Happy International Women's Day: Our Voices
/As y'all might know, today the world celebrates International Women's Day. It is a day focused on honoring "the social, economic, cultural and political achievements of women. The day also marks a call to action for accelerating gender parity."
In 2014, the World Economic Forum predicted that worldwide gender parity would be reached in 2095. Yet just a year later, due to a slowed movement towards equality, the horizon was pushed to 2133.
This is disheartening, to say the least. And so today, I'd like my Forty to 40 tidbit of wisdom to focus on us ladies and one of our most powerful assets: our voices.
Countless studies as well as skeins of anecdotal evidence show that while many girls are bold in their early years, they become more meek and less confident during middle and high school. They report worrying about seeming smart, fitting in, feeling pretty. Hormones are ramping up, bodies are developing, friendships change with the winds. It's a lot to manage cliques and sexuality, popularity and grades, body image and a sense of self. I know it was awfully hard for me and caused enormous amounts of stress. My mom used to say we should have invested in Pepto Bismol stock before I entered high school because we'd have raked in profits during those years.
Somewhere in this maelstrom of development, too many of us girls lose sight of the inner roars with which we were born. Too many of those roars are stifled or even snuffed by a host of factors such as peer pressure, expectations of "feminine" or "ladylike" behavior, external messaging about what girls are good at and what they aren't, what they should be doing and what they most definitely shouldn't.
Bitch in its pejorative connotation hangs like a scarlet cloud, threatening to mark us for being bossy or too strong or something that if we were boys would likely be considered a positive but for us, isn't.
It took me years to learn to stand up for myself, and while I can now handle confrontation in respectful, adult ways, arguments or push-backs, especially when they involve me asserting my opinions and beliefs against others, stay with me for days. They literally ache to process. They make me question myself, my beliefs, whether I should have said anything at all.
That ache? That's residual baggage from years of feeling hesitant and scared to use MY voice. To not only use that voice but also to be proud to do so. To recognize and believe that I am entitled to do so. To throw my shoulders back and say, "This is who I am. Like me or don't, but I'm me."
I adore men. The slope from their neck into their shoulders, their deep voices, their chest hair. I love the way so many of them move about in the world- as if it's theirs for the taking. They can argue and that's that. It's done, no lingering shit or undercurrent of resentment. Many women will stew for days, weeks, could be even longer. Men are, in some ways, so very basic. The general example of males doesn't read too much into anything. What bliss all that must be.
And yet, I've learned that what I take from those men as well as what I take from the women in the world I most admire is that what they are, most basically, is themselves. They are confident in who they are and because of that don't hesitate to use their voices.
This is not to say that I like brash assholes. I don't. I prefer considerate people and considered opinions. Myopia and close-mindedness are bad, bad characteristics.
I'm praising the people who simply go about their lives, following their own inner lights and in doing so often make this world a better place. They don't spend too much time thinking and worrying about what others think of them or whether or not what they said sounded just right.
The closer I've gotten to 40, the louder and clearer I've heard my own voice, my sense of self burbling up from deep within. I attribute a great deal of that to writing, and for that I am ever grateful.
Because I write my way through most days, I have gotten to know so intimately, myself, my rhythms, my moods, my triggers. What makes me happy and calm. What doesn't. When I'm stepping beyond my limits. When I can push a bit more. What makes a real and true friend. What doesn't.
I have found this trajectory of self-awareness to track incredibly neatly with my concurrent rise in self-confidence and, more importantly I believe, my concurrent rise in self-like. I like myself. I really do. I'm not faultless, not perfect. I can be emotional and I have high standards. I cannot tolerate injustice or laziness, and I know that sometimes makes me appear thorny. As a friend said to me recently, "We are half-bitch."
Not the Scarlet B bitch, no. But not a damn doormat either. I accept half-bitch with a smile and a pat on my back because what I take it to mean is that I know myself and am proud of that self. That I will stand up for that self and against injustice. Sassiness isn't always a bad thing.
I accept it for all the Gloria Steinems and Denise Vivaldos and Ruth Bader Ginsburgs and Hillary Clintons and Ava Duvernays and Shirin Ebadis and Bette Midlers and Sarah Silvermans and Gabrielle Hamiltons and Nora Ephrons and Brene Browns and innumerable other Voiced women who speak up and speak out and make us laugh and move us to tears and are changing the world simply by living so honestly. They inspire me every day and have helped me grow so much.
Feminism has nothing to do with throwing men under the bus. It's about women finding and honoring their voices and abilities and being cheered for having done so. Parity. Equality. Truth. Find your voice and use it, if only to know yourself better. It's a worthwhile venture. I promise.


[What the exercise asks] Print each record below precisely, with every picture left out of the copy.

BEGIN Data provided

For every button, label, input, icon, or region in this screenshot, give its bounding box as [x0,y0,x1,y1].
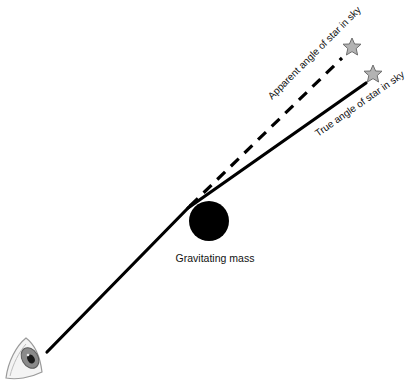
true-star-icon [364,65,382,82]
gravitating-mass-label: Gravitating mass [176,252,255,264]
true-angle-label: True angle of star in sky [313,69,406,139]
gravitating-mass [189,201,229,241]
eye-icon [6,338,42,379]
lensing-diagram: Apparent angle of star in sky True angle… [0,0,420,386]
light-path-observer-segment [47,206,190,352]
apparent-star-icon [343,38,361,55]
true-angle-line [188,83,366,208]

END Data provided

[Your response]
For every button, label, input, icon, or region in this screenshot, give its bounding box as [x0,y0,x1,y1].
true-star-icon [364,65,382,82]
gravitating-mass-label: Gravitating mass [176,252,255,264]
true-angle-label: True angle of star in sky [313,69,406,139]
gravitating-mass [189,201,229,241]
eye-icon [6,338,42,379]
lensing-diagram: Apparent angle of star in sky True angle… [0,0,420,386]
light-path-observer-segment [47,206,190,352]
apparent-star-icon [343,38,361,55]
true-angle-line [188,83,366,208]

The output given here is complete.